Trade Law Daily is providing readers with the top stories from last week in case you missed them. All articles can be found by searching on the title or by clicking on the hyperlinked reference number.
The U.S. Court of Appeals for the Federal Circuit revised its Internal Operating Procedures Feb. 18, changing several of its rules. Alterations were made to its procedures for merits panels, briefs and hearings in cases using protective orders, panel conferences, the disposition of cases and en banc hearings and rehearings. For en banc rehearings, the court laid out the steps to be taken under which the rehearing poll is withdrawn. A poll is typically issued to the active judges for them to vote on whether a case should be given a full court hearing or rehearing. The Federal Circuit also updated its procedures for precedential and non-precedential opinions. Now, instead of sending non-precedential opinions to the administrative services office for copying and delivering to the clerk, the opinions will be sent directly to the Clerk's Office for issuance. For precedential opinions, the judges who wrote the decision will now circulate any and all opinions to the full court as opposed to each judge. If the panel of a case wants to make "major substantive changes" to an opinion in circulation, "it shall withdraw the opinion from circulation and recirculate the altered opinion to the full court for a new 10-day circulation period," the CAFC said.
Trade Law Daily is providing readers with the top stories from last week in case you missed them. All articles can be found by searching on the title or by clicking on the hyperlinked reference number.
There is no exception for business confidential information to the requirement that CBP provide a company subject to an antidumping duty and countervailing duty evasion investigation access to the evidence on which the agency relies, importer Royal Brush told the U.S. Court of Appeals for the Federal Circuit in a Feb. 4 opening brief. CBP's denial of Royal Brush's access to the BCI in the Enforce and Protect Act investigation violated its due process rights and created a "flawed process for adjudicating complaints of duty evasion," the brief said (Royal Brush Manufacturing Inc. v. United States, Fed. Cir. #22-1226).
Trade Law Daily is providing readers with the top stories from last week in case you missed them. All articles can be found by searching on the title or by clicking on the hyperlinked reference number.
The Court of International Trade in a Jan. 21 order denied California Steel Industries' and Welspun Tubular's bid for a stay in a case over the Commerce Department's final results in the third administrative review of the antidumping duty order on welded line pipe from South Korea. CSI and Welspun wanted a stay while the U.S. Court of Appeals for the Federal Circuit mulls whether Commerce can make a particular market situation adjustment to the cost of production in the sales-below-cost test. CIT said CAFC already ruled against the practice, so the trade court can't be certain that granting the stay would "serve any purpose other than" to just delay resolution of the case.
Just because Section 232 tariffs are placed in Chapter 99 of the Harmonized Tariff Schedule, this doesn't make them remedial tariffs, the Department of Justice told the U.S. Court of Appeals for the Federal Circuit in a Jan. 14 brief. The tariffs also aren't temporary, don't count as a double remedy and can be deducted from an antidumping duty respondent's export price, the brief said (Borusan Mannesman Boru Sanayi ve Ticaret v. U.S., Fed. Cir. #21-2097).
The Court of International Trade improperly applied the "dual burden of proof" when it denied Meyer Corp. "first sale" valuation on its imports of cookware, Meyer told the U.S. Court of Appeals for the Federal Circuit in a Jan. 10 reply brief. The dual burden of proof practice was previously eliminated, so CIT improperly applied this standard when it denied Meyer first sale but sustained CBP's valuation of the imports based on their second sale rate, Meyer said (Meyer Corporation v. United States, Fed. Cir. #21-1932). "Despite its prodigious length (120 pages), the CIT's opinion consists mainly of a recitation of the parties' proposed post-trial findings and contains very little by way of legal analysis," the company said.
The U.S.Court of Appeals for the Federal Circuit shouldn't strike down President Donald Trump's extension of Section 232 steel and aluminum tariffs onto "derivative" products made beyond procedural deadlines since the tariffs had a positive impact on the U.S. industry, The American Steel Nail Coalition said in Jan. 10 proposed amicus brief. The coalition asked the court for leave to file the amicus brief in a bid to broaden the defense of the president's tariff action. The proposed amicus further said that this issue has already been decided following the Federal Circuit's decision in the key case Transpacific Steel v. U.S. (PrimeSource Building Products v. United States, Fed. Cir. #21-2066).
Trade Law Daily is providing readers with the top stories from last week in case you missed them. All articles can be found by searching on the title or by clicking on the hyperlinked reference number.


Working through the lines below, return each one that holds "resolution".

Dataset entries
****************
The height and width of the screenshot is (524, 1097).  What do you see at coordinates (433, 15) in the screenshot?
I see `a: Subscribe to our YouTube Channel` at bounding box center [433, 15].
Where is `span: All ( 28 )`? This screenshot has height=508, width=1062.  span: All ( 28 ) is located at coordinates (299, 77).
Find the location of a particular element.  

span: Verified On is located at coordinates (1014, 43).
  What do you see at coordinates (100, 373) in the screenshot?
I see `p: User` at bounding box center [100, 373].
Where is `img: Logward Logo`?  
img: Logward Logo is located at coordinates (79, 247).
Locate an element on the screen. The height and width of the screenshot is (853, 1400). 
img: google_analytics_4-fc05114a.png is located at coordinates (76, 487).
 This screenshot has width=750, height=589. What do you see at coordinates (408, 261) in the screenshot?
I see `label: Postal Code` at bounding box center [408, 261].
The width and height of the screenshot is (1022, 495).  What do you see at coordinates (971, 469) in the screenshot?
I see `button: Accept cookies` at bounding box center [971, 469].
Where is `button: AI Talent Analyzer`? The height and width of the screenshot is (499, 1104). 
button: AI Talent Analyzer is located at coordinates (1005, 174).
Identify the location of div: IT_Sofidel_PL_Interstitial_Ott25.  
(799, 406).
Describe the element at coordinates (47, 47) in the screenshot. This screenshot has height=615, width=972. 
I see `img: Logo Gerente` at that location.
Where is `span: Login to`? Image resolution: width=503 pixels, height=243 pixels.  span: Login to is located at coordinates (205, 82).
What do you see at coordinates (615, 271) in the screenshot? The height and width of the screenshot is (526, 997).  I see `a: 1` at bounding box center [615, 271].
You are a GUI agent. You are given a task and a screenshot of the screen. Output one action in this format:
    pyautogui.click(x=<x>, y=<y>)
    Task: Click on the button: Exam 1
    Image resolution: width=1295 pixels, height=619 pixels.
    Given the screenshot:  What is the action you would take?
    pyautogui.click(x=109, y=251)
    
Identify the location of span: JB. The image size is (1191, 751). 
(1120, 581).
****************
**Exercise response:**
Where is `span: Login to`? Image resolution: width=503 pixels, height=243 pixels.  span: Login to is located at coordinates (205, 82).
    Image resolution: width=1295 pixels, height=619 pixels.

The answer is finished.